I never was permitted to board at school, nor to pass a night of separation from the fondest of mothers. Mother adored her handsome husband and he delighted in her sweet and open nature. I recall caresses, even kisses, exchanged in front of my brothers and me, and gifts were bestowed in abundance. Mother’s jewels were enviable, for my father possessed exquisite taste and the money to put it to good use.

I slept on crimson damask sheets in a bed fit for a princess. My dresses were ordered from London. We dined on the very best china and plate. And during the summer months we were sent to Clifton Hill for the advantages of a purer air. Mother was the kindest of women; if she had any faults, it was her too tender care that she lavish’d upon my brothers and me.

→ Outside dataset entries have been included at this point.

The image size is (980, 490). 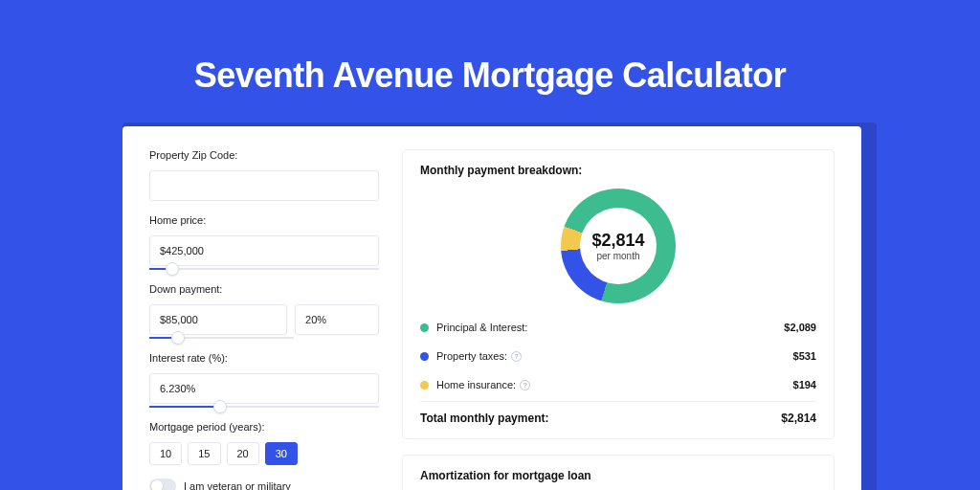 I want to click on donut-chart-wrap: $2,814 per month, so click(x=618, y=248).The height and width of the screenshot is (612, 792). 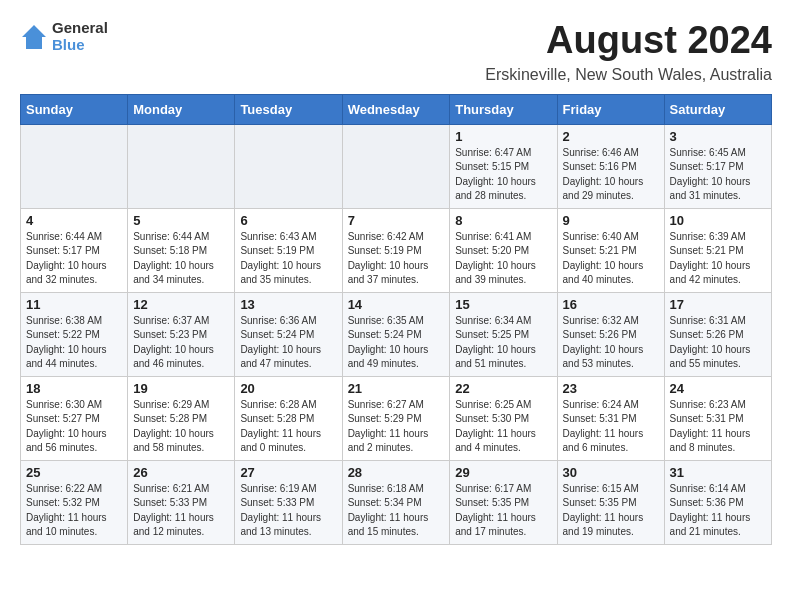 I want to click on day-number: 10, so click(x=718, y=220).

My father was a North American born of black Irish stock, a man of strong mind, high spirit, and personal intrepidity, and it was all three of those noble qualities that removed him from his family on more than one occasion. But from the moment of that midnight quarrel, my life’s course took its first shattering turn, for Papa had devised an eccentric scheme as wild and romantic as it was perilous to hazard-and it would take him away from us forever.

In my romantic girlish mind my thoughts of him would fluctuate as if riding astride a pendulum. In one instant he was the American Seafarer, off on another exotic venture to a faraway and savage land; but in the next moment Papa was the British Merchant who would desert the family he adored when, surely, closer to hand there were equally prosperous projects to be explored. Caught between worshipping him and being cross with him for leaving all of us to fend as we might in his absence, I was as quick to defend him as I was to condemn. He broke my heart as often as he mended it.

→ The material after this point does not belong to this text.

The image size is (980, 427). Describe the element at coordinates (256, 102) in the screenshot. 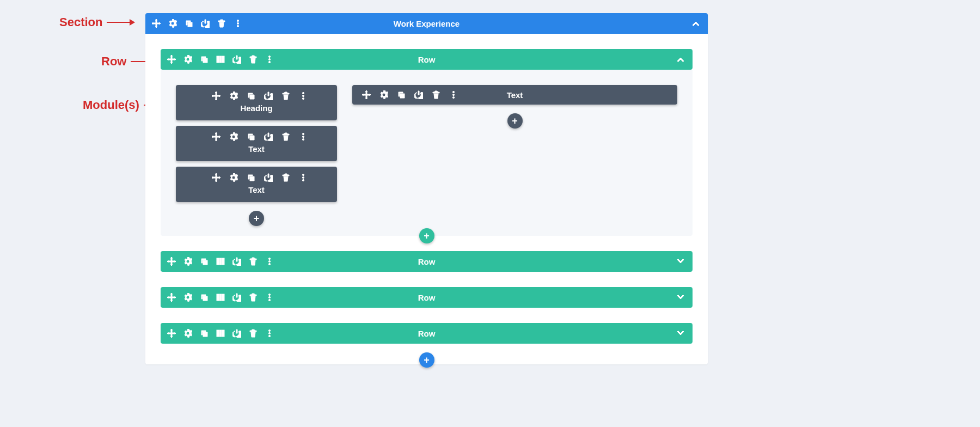

I see `module-heading: Heading` at that location.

After many dreams of success and many conflicts betwixt prudence and ambition, when I was but seven years old, Papa departed for Labrador to establish a whale fishery amongst the Esquimaux Indians there, believing he could civilize them and teach them the necessary skills that would eventually make British America’s whaling industry topple that of Greenland, its greatest rival. It turned out to be a double farewell, for my elder brother, John, was sent off to Italy at the same time, apprenticed to a mercantile house in Leghorn.

My parents corresponded as frequently as practicable. At first, their letters were full of fondness, even ardor, for each other, as well as Mother’s fears for Papa’s health and safety, and his repeated tender assurances that all was well and that he missed his adoring family dreadfully. He would return to England even wealthier; as triumphant for himself as for the economy of king and country; and every day would be a holiday under the Darby roof. But gradually, the tone of his letters began to change. Warm affection was supplanted by a civil cordiality, as if he now wrote from duty, rather than desire. My mother felt the change, and her affliction was infinite.

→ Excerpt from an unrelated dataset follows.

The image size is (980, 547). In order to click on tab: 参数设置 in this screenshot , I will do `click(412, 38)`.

“Why did I not conquer my fears?” she lamented to me, as she pressed my auburn curls to her bosom. “Why did I let my own timidity divide me from the very man to whom I pledged myself, body and soul, and consigned my fortunes?”

At length, a total silence of several months awoke my mother’s mind to the sorrows of neglect, the torture of compunction. “Has he forsaken us for my trepidation?” she would worry aloud.

And then, one horrible day, the penny dropped.